Pursue the educational track simultaneously. Request a PPR assessment from your child's school in writing, explaining that you have a BUP referral pending and describing the specific educational and social difficulties your child is experiencing. The PPR can assess educational need and recommend school-level accommodations without waiting for BUP to complete its clinical assessment. These two tracks run in parallel — use both.

Use the waiting period to gather documentation. BUP assessments are informed by collateral information from parents and teachers. Structured teacher rating scales (such as Conners or BRIEF, if used by the assessing team), daily behavior logs, and specific examples of difficulties in school and at home will strengthen the assessment when your appointment eventually comes.

Check the region's right to faster treatment. Under udredningsretten, if your region cannot assess your child within the legal timeline, it must offer you referral to another region or a private provider at the region's expense. This is called ret til hurtigere udredning (right to faster assessment). Ask your GP explicitly whether this right has been triggered for your child's referral — some GPs do not proactively inform families of this pathway.

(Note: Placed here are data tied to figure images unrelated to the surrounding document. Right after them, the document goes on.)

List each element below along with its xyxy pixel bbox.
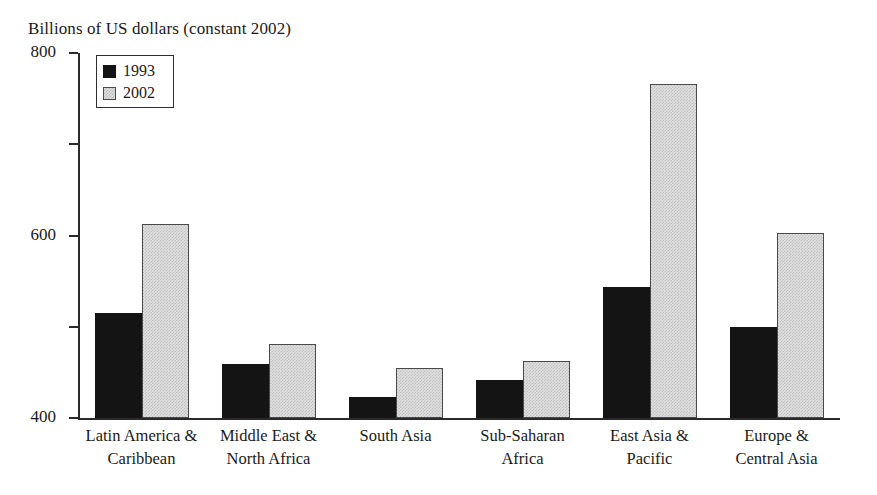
legend: 1993 2002 bbox=[96, 55, 174, 108]
y-axis-tick-label: 600 bbox=[31, 226, 57, 243]
bars-layer bbox=[78, 53, 840, 418]
category-label-line: South Asia bbox=[332, 424, 459, 447]
x-axis-line bbox=[78, 418, 840, 420]
bar-1993-2 bbox=[222, 364, 269, 418]
y-axis-tick: 800 bbox=[69, 52, 78, 54]
category-label-line: Sub-Saharan bbox=[459, 424, 586, 447]
bar-1993-5 bbox=[603, 287, 650, 418]
legend-label-1993: 1993 bbox=[123, 63, 155, 79]
bar-2002-1 bbox=[142, 224, 189, 418]
category-label-line: Europe & bbox=[713, 424, 840, 447]
category-label-line: North Africa bbox=[205, 447, 332, 470]
category-label-3: South Asia bbox=[332, 424, 459, 447]
y-axis-tick: 0 bbox=[69, 417, 78, 419]
y-axis-tick-label: 400 bbox=[31, 408, 57, 425]
category-label-1: Latin America &Caribbean bbox=[78, 424, 205, 470]
bar-1993-4 bbox=[476, 380, 523, 418]
category-label-line: East Asia & bbox=[586, 424, 713, 447]
bar-2002-5 bbox=[650, 84, 697, 418]
bar-2002-6 bbox=[777, 233, 824, 418]
y-axis-tick-label: 800 bbox=[31, 43, 57, 60]
legend-label-2002: 2002 bbox=[123, 85, 155, 101]
chart-title: Billions of US dollars (constant 2002) bbox=[28, 18, 291, 40]
bar-1993-3 bbox=[349, 397, 396, 418]
bar-2002-4 bbox=[523, 361, 570, 418]
category-label-4: Sub-SaharanAfrica bbox=[459, 424, 586, 470]
bar-2002-3 bbox=[396, 368, 443, 418]
bar-2002-2 bbox=[269, 344, 316, 418]
bar-chart: Billions of US dollars (constant 2002) 0… bbox=[0, 0, 877, 495]
category-label-line: Africa bbox=[459, 447, 586, 470]
legend-item-1993: 1993 bbox=[103, 60, 167, 82]
category-axis-labels: Latin America &CaribbeanMiddle East &Nor… bbox=[78, 424, 840, 486]
category-label-line: Central Asia bbox=[713, 447, 840, 470]
legend-swatch-1993-icon bbox=[103, 65, 116, 78]
bar-1993-6 bbox=[730, 327, 777, 418]
y-axis-tick: 400 bbox=[69, 235, 78, 237]
plot-area: 0200400600800 bbox=[78, 53, 840, 418]
category-label-line: Pacific bbox=[586, 447, 713, 470]
category-label-5: East Asia &Pacific bbox=[586, 424, 713, 470]
category-label-line: Middle East & bbox=[205, 424, 332, 447]
bar-1993-1 bbox=[95, 313, 142, 418]
y-axis-tick: 200 bbox=[69, 326, 78, 328]
legend-item-2002: 2002 bbox=[103, 82, 167, 104]
legend-swatch-2002-icon bbox=[103, 87, 116, 100]
category-label-line: Caribbean bbox=[78, 447, 205, 470]
category-label-line: Latin America & bbox=[78, 424, 205, 447]
category-label-2: Middle East &North Africa bbox=[205, 424, 332, 470]
y-axis-tick: 600 bbox=[69, 143, 78, 145]
category-label-6: Europe &Central Asia bbox=[713, 424, 840, 470]
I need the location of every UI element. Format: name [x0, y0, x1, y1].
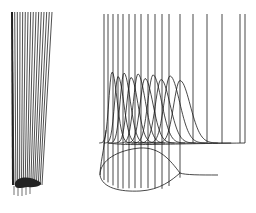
- right-panel-curves: [99, 14, 245, 191]
- figure-svg: [0, 0, 256, 213]
- figure: [0, 0, 256, 213]
- left-panel-knot: [14, 178, 41, 196]
- left-panel-line-bundle: [12, 12, 52, 185]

Consider whether your situation qualifies for expedited assessment. BUP teams can sometimes fast-track referrals where there is acute risk — significant school refusal, active self-harm, severe emotional dysregulation causing crisis-level distress. If your child is in acute distress, this should be communicated explicitly in the GP's referral letter, not underplayed.

Private Assessment as an Alternative

Given the waiting list reality, many expat families — particularly those who can access workplace health insurance or who have sufficient disposable income — opt for private neuropsychological assessment in parallel with or instead of the public BUP pathway.

Private clinics in Copenhagen, Aarhus, and Odense conduct gold-standard assessments for ADHD and ASD using internationally recognized tools (the DIVA-5 for ADHD, the ADOS-2 for autism). Several of these clinics specialize in conducting assessments in English, which is particularly important for children whose first language is not Danish — assessing cognition and behavior in a child's second language can compromise the validity of results.

Public schools and PPR offices are legally required to review and consider private assessment reports provided by parents. A private diagnosis of ADHD or ASD will significantly strengthen your position in PPR and school meetings. The municipality still retains the right to conduct its own educational assessment, but having clinical documentation means the school cannot simply attribute your child's difficulties to adjustment or language transition.

If you're navigating both the BUP system and the educational support process at the same time, the Denmark Special Education Blueprint explains how to use each system to support the other — and what to do when neither is moving fast enough.

The Practical Path Forward

The BUP waiting list is a real and serious constraint on your child's access to formal clinical support. But it doesn't have to mean 18 months of doing nothing while your child struggles. Run the educational and clinical tracks simultaneously, document rigorously, and know your rights under udredningsretten. The system is genuinely strained, but it responds to well-documented, persistent advocacy.